Madeline Hart is a rising star in Britain’s governing party: beautiful, intelligent, driven by an impoverished childhood to succeed. But she is also a woman with a dark secret: she is the lover of Prime Minister Jonathan Lancaster. Somehow, her kidnappers have learned of the affair, and they intend to make the British leader pay dearly for his sins. Fearful of a scandal that will destroy his career, Lancaster decides to handle the matter privately rather than involve the British police. It is a risky gambit, not only for the prime minister but also for the operative who will conduct the search.
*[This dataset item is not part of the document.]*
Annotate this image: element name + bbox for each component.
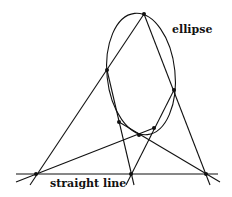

You have seven days, or the girl dies.

Enter Gabriel Allon—master assassin, art restorer and spy—who is no stranger to dangerous assignments or political intrigue. With the clock ticking, Gabriel embarks on a desperate attempt to bring Madeline home safely. His mission takes him from the criminal underworld of Marseilles to an isolated valley in the mountains of Provence to the stately if faded corridors of power in London—and, finally, to a pulse-pounding climax in Moscow, a city of violence and spies where there is a long list of men who wish Gabriel dead.

From the novel’s opening pages until the shocking ending when the true motives behind Madeline’s disappearance are revealed, The English Girl will hold readers spellbound. It is a timely reminder that, in today’s world, money often matters more than ideology. And it proves once again why Daniel Silva has been called his generation’s finest writer of suspense and foreign intrigue.